Researchers publish ‘playbook’ for understanding pancreatic cancer, one of the deadliest cancers
Posted on: 30 April 2026
Researchers at Trinity College Dublin have published a major new review that brings fresh clarity to one of the deadliest forms of cancer - pancreatic cancer - by mapping how the disease operates at every level. The review is published in the journal Cancer Letters.
Pancreatic cancer has the worst survival rate of any major cancer, with just 13% of patients alive five years after diagnosis. Late detection, aggressive tumour biology, limited treatment options and less research funding, has meant progress has been frustratingly slow.
Now, scientists at the Trinity St James’s Cancer Institute (TSJCI), the first comprehensive cancer centre in Ireland, have taken a different approach: instead of focusing on a single biological pathway or target, they have assembled a comprehensive “playbook” of the disease, showing how multiple biological systems interact to drive its growth. Published in the prestigious journal Cancer Letters, the comprehensive review applies the most up-to-date “Hallmarks of Cancer” framework - a globally recognised generic model describing the essential traits of cancer, first developed in 2000 by Douglas Hanahan and Robert Weinberg - to pancreatic cancer in unprecedented detail.
Rather than treating pancreatic cancer as a single problem, the paper describes how it is driven by a complex network of factors, including: genetic mutations, the tumour microenvironment, immune system evasion, metabolic changes, tumour-nerve interactions, and even the microbiome.
By integrating the findings from hundreds of studies across these multiple areas, the review highlights how these processes work together, not in isolation, to make pancreatic cancer so difficult to treat.
Lead author Dr Laura Kane, Research Ireland Postdoctoral Research Fellow, said:
“Pancreatic cancer is not driven by one pathway, it’s a highly coordinated system. What we’ve done is bring all of that complexity together into a single, usable framework. By showing how these different mechanisms connect, we can start to see where the real vulnerabilities of the disease may lie.”
Crucially, the study moves beyond simply summarising existing research. It identifies where scientific understanding is strongest, where gaps remain, and where future efforts should be focused.
One of the key messages is that single-drug approaches are unlikely to succeed. Instead, the authors argue that progress will depend on smarter, combination-based treatments that target multiple hallmarks of the disease at once. This shift in thinking could have important implications for how clinical trials are designed and how new therapies are developed.
Senior author Professor Stephen Maher, Professor in Translational Oncology, added:
“Despite decades of research, outcomes for pancreatic cancer patients have improved only marginally. This paper helps explain why. It also provides a roadmap for designing the next generation of treatments, ones that reflect the true complexity of the disease.”
The review is particularly relevant for clinicians and researchers, but also offers important insights for patients and families by explaining why pancreatic cancer has proven so resistant to treatment, and where new hope may emerge.
Looking ahead, the team emphasises the need for: biomarker-led clinical trials, better laboratory models that reflect real tumour complexity, and more integrated approaches to targeting the disease.
By bringing together the latest advances across multiple fields, this work provides one of the most comprehensive overviews of pancreatic cancer to date, and a clearer path toward more effective treatments.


* TO DO
Each line containing the word "Upgrade" must be copied from the material below.

* STORED DATA

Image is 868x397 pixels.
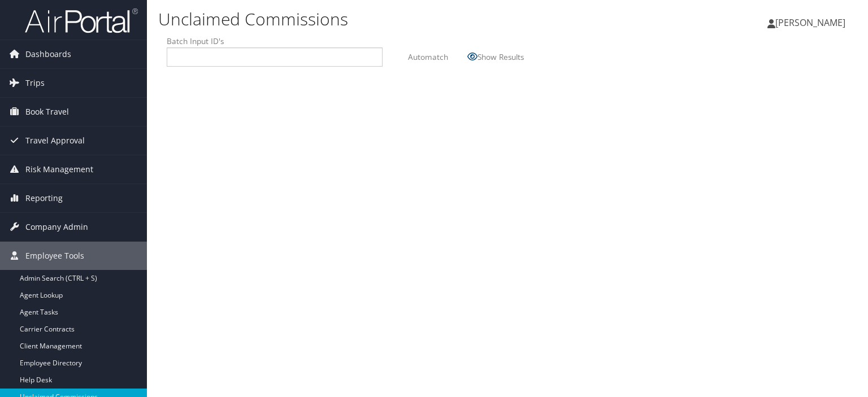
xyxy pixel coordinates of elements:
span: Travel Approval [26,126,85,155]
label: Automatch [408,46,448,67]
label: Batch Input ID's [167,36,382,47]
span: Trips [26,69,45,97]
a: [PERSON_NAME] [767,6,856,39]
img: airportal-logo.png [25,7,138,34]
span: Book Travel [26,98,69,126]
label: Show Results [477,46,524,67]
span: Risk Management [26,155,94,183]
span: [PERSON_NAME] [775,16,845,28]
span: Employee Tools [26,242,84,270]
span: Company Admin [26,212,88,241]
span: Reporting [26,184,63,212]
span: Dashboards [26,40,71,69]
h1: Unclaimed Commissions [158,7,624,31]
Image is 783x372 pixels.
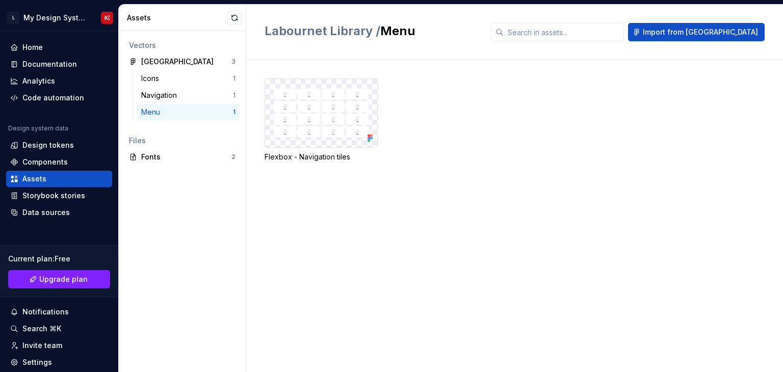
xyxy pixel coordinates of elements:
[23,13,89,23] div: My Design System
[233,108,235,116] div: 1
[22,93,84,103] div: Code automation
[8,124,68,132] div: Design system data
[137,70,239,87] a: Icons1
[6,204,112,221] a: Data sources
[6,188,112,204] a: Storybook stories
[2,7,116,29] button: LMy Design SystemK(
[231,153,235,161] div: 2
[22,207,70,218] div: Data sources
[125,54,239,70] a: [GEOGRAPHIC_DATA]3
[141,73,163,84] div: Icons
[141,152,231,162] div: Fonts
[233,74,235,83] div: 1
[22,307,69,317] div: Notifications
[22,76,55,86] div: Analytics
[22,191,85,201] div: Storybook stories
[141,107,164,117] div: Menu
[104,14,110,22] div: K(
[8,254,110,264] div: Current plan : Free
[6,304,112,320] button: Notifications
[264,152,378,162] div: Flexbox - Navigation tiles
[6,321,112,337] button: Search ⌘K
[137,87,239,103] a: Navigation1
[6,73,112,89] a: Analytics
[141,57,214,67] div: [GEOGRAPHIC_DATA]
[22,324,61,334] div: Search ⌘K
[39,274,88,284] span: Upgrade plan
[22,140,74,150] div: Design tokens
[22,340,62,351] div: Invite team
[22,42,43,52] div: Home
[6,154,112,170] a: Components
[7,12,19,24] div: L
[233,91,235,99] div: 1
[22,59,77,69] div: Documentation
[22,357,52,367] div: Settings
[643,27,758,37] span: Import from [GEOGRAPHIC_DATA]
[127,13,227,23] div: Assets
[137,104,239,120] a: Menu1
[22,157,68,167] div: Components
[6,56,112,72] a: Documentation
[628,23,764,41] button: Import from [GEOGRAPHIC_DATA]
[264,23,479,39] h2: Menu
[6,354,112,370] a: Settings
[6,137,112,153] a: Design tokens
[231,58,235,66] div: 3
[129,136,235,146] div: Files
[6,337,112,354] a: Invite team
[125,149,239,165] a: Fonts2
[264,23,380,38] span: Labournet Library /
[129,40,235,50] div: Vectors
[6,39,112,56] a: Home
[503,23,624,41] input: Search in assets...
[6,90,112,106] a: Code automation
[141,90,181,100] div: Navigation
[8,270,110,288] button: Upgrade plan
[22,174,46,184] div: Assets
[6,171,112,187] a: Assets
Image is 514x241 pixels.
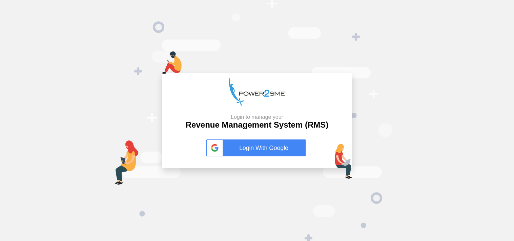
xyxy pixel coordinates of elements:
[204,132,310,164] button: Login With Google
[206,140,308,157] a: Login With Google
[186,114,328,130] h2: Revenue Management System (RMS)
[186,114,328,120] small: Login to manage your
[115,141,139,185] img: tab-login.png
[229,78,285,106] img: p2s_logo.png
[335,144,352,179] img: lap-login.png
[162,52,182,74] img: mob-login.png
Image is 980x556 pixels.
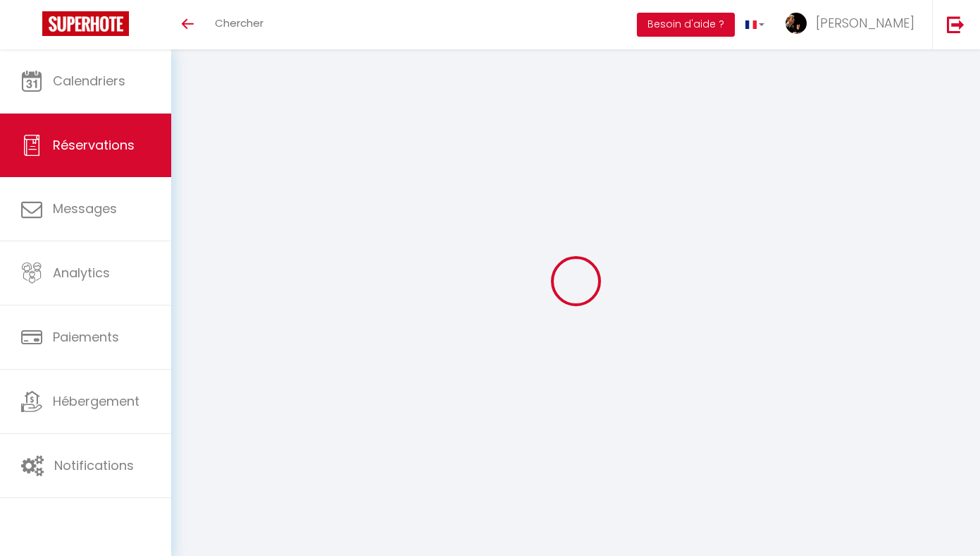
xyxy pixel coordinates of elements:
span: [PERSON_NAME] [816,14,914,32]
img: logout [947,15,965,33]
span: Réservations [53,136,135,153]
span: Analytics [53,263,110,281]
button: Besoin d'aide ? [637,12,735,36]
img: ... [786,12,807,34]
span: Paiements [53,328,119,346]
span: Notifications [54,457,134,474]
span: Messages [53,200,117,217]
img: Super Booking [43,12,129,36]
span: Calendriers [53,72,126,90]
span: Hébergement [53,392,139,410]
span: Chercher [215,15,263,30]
==
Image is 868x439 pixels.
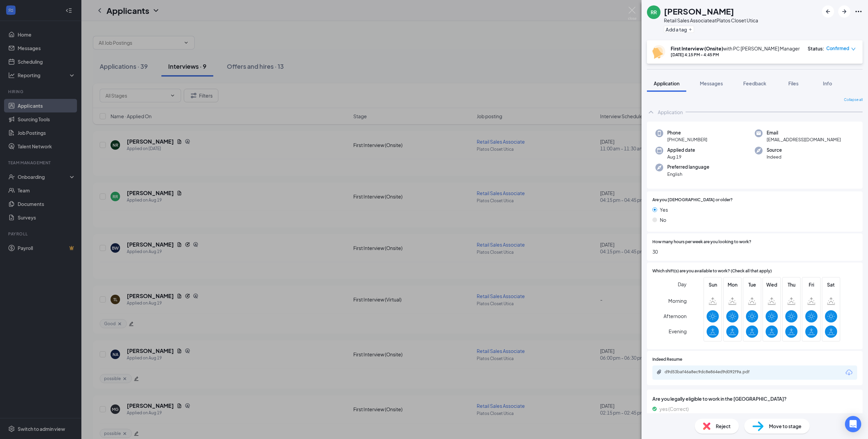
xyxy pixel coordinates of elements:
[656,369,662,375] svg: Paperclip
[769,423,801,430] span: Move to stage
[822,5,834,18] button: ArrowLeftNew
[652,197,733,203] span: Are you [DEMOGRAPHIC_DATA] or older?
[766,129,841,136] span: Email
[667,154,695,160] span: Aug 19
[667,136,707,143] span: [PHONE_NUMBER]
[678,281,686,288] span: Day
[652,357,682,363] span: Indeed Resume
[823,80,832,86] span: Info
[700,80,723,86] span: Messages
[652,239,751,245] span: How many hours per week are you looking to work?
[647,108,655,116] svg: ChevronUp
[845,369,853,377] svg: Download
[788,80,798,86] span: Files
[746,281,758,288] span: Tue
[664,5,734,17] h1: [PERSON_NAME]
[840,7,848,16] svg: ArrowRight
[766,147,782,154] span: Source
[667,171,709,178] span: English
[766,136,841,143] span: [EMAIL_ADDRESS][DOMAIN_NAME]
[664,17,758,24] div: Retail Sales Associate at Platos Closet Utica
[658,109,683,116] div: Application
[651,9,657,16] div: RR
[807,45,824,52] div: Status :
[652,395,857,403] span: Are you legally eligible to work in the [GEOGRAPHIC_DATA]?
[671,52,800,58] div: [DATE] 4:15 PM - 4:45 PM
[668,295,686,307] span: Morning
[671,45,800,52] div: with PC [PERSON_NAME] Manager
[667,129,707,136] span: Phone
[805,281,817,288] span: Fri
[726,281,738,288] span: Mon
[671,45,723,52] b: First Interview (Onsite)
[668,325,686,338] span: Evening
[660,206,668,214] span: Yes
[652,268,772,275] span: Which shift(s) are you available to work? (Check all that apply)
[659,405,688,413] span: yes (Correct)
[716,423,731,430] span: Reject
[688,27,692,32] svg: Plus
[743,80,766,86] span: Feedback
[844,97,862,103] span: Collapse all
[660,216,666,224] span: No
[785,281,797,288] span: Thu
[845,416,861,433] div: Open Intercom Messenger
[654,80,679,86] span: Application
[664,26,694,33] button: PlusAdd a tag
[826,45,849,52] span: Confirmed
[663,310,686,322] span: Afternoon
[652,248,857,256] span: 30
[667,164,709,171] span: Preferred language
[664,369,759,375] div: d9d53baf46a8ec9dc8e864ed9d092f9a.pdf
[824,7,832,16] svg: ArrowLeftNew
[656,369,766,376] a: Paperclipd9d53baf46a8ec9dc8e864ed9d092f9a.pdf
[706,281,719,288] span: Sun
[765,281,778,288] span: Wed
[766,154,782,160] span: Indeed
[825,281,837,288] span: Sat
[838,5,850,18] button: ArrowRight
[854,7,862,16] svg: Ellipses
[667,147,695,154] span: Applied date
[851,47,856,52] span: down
--
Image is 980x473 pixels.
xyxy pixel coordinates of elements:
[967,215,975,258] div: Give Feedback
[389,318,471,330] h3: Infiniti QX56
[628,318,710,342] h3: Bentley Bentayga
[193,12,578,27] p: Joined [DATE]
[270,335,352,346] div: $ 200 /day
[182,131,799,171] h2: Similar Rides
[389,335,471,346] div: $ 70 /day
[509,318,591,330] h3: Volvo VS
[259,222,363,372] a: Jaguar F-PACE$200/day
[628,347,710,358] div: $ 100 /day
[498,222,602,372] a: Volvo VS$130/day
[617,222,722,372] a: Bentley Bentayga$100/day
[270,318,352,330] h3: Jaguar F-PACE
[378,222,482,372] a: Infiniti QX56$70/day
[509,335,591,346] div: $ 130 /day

* SOLUTION TO THIS EXERCISE
[39,274,88,284] span: Upgrade plan
[8,270,110,288] button: Upgrade plan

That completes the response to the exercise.